Manitoba Iranian community protests death of young woman in police custody in Iran
Police detained 22-year-old Mahsa Amini after reportedly taking issue with her hijab
Winnipeg's Iranian community rallied at the legislative grounds Sunday evening to bring awareness to the death of a young woman who was arrested in Iran after police reportedly took issue with her headscarf.
Headscarves have been compulsory for all women in Iran — regardless of creed — since the 1979 revolution. This is enforced, sometimes violently, by the country's morality police.
State police have said that Mahsa Amini, 22, was arrested on Sept. 13 for having part of her hair uncovered. She later died in a hospital after what police said was a heart attack.

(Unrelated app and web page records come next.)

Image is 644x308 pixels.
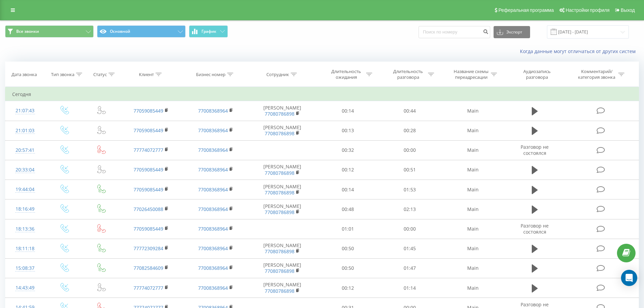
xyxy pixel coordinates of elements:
td: 00:12 [317,278,379,298]
a: 77082584609 [133,264,164,271]
td: [PERSON_NAME] [248,101,317,121]
div: Длительность разговора [390,68,426,80]
span: Реферальная программа [498,7,554,13]
td: 00:50 [317,258,379,278]
a: 77080786898 [265,189,294,196]
a: 77008368964 [198,206,228,212]
a: 77059085449 [133,166,164,173]
td: Main [441,219,505,239]
button: Экспорт [494,26,530,38]
a: 77059085449 [133,186,164,193]
a: 77026450088 [133,206,164,212]
button: Все звонки [5,25,94,37]
td: 01:45 [379,239,441,258]
a: 77080786898 [265,111,294,117]
td: 00:44 [379,101,441,121]
td: Main [441,121,505,140]
td: 01:01 [317,219,379,239]
a: Когда данные могут отличаться от других систем [520,48,639,54]
a: 77774072777 [133,284,164,291]
div: Сотрудник [266,71,289,78]
span: График [201,29,216,34]
a: 77008368964 [198,127,228,133]
td: Main [441,160,505,179]
td: Main [441,258,505,278]
td: 01:53 [379,180,441,200]
td: [PERSON_NAME] [248,160,317,179]
div: Open Intercom Messenger [621,270,637,286]
span: Разговор не состоялся [521,144,549,156]
td: Main [441,239,505,258]
div: 21:07:43 [12,104,38,117]
div: Дата звонка [11,71,37,78]
a: 77080786898 [265,288,294,294]
div: 20:33:04 [12,163,38,176]
span: Все звонки [16,29,39,34]
td: Main [441,101,505,121]
td: [PERSON_NAME] [248,200,317,219]
td: 00:12 [317,160,379,179]
td: Main [441,140,505,160]
div: Длительность ожидания [328,68,365,80]
td: 01:47 [379,258,441,278]
a: 77008368964 [198,284,228,291]
a: 77008368964 [198,225,228,232]
input: Поиск по номеру [419,26,491,38]
a: 77008368964 [198,147,228,153]
a: 77059085449 [133,225,164,232]
div: 20:57:41 [12,144,38,157]
td: Main [441,200,505,219]
td: 02:13 [379,200,441,219]
a: 77008368964 [198,186,228,193]
a: 77008368964 [198,245,228,251]
span: Настройки профиля [566,7,610,13]
div: 21:01:03 [12,124,38,137]
td: 00:14 [317,180,379,200]
span: Выход [621,7,635,13]
td: [PERSON_NAME] [248,239,317,258]
div: 14:43:49 [12,281,38,294]
span: Разговор не состоялся [521,222,549,235]
button: Основной [97,25,186,37]
div: 18:13:36 [12,222,38,236]
button: График [189,25,228,37]
td: [PERSON_NAME] [248,258,317,278]
td: 00:48 [317,200,379,219]
td: Main [441,278,505,298]
td: Main [441,180,505,200]
a: 77008368964 [198,166,228,173]
div: Комментарий/категория звонка [577,68,617,80]
td: Сегодня [5,88,639,101]
div: Тип звонка [51,71,75,78]
a: 77008368964 [198,264,228,271]
div: 15:08:37 [12,261,38,274]
a: 77774072777 [133,147,164,153]
a: 77080786898 [265,267,294,274]
td: [PERSON_NAME] [248,121,317,140]
div: Статус [93,71,107,78]
td: 00:13 [317,121,379,140]
div: Бизнес номер [196,71,225,78]
div: Клиент [139,71,154,78]
td: 00:00 [379,140,441,160]
td: 00:50 [317,239,379,258]
div: Аудиозапись разговора [515,68,559,80]
a: 77059085449 [133,108,164,114]
td: 00:00 [379,219,441,239]
a: 77080786898 [265,248,294,254]
a: 77080786898 [265,209,294,215]
div: 18:16:49 [12,203,38,216]
td: 00:28 [379,121,441,140]
a: 77080786898 [265,130,294,136]
a: 77059085449 [133,127,164,133]
td: [PERSON_NAME] [248,278,317,298]
div: Название схемы переадресации [453,68,489,80]
td: 00:14 [317,101,379,121]
div: 19:44:04 [12,183,38,196]
a: 77080786898 [265,169,294,176]
td: 00:51 [379,160,441,179]
a: 77008368964 [198,108,228,114]
td: [PERSON_NAME] [248,180,317,200]
div: 18:11:18 [12,242,38,255]
td: 01:14 [379,278,441,298]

Arian Arianpour, who helped organize the rally, doesn't think Iranians are going to get straight answers from the Islamic Republic about what really happened to Amini.
"The details matter, but what matters more is that this should not happen. Not one person on the face of this earth has the right to tell a woman what to wear or what to do," Arianpour said.
Iranian President Ebrahim Raisi has ordered an investigation into her death. Amini's family members are quoted on pro-reform news websites as saying the young woman had no history of heart disease.
One rally participant, whom the CBC is not naming because she plans to return to Iran and fears for her safety, said many Iranian women have been punished for not following the compulsory hijab and modesty laws under the Islamic Republic's regime.
"You're a woman. You have hair. You can't help it. They cannot take something that is natural from you. Something such as your hair, your body — whoever you are, they cannot take it from you, and they want to do that," she said.
The university student is in Canada to complete her master's degree, and has been in contact with loved ones back home.
"I feel at least like I [got to] somehow run away. But they're there, and I'm not happy all the time because I think about them, and I think about my land as someplace taken away from me," she said.
Rally co-organizer Saeideh Mirzaei wants Canadians to understand what it's like to live under an oppressive regime.
"Imagine people come to you and say to you: why do you wear these clothes? Why is your scarf loose? And then they arrest you," Mirzaei said.
The whole country is in mourning, she said.
Iranian police fired tear gas on Saturday to disperse protesters who gathered at Amini's funeral in Saqez, her Kurdistan hometown.
Mirzaei said it's bittersweet to be able to live freely in Canada while her loved ones and family back home cannot.
"We are here because of a better life, but this doesn't mean that we forget what is happening there," she said.
Arianpour wants people to understand that most Iranians are secular and do not hold the same beliefs as the Islamic Republic.
"I would like everybody to study, if they can, what Persia has been, what Iran was before the revolution, and what Iranians today are doing and have been doing for four decades."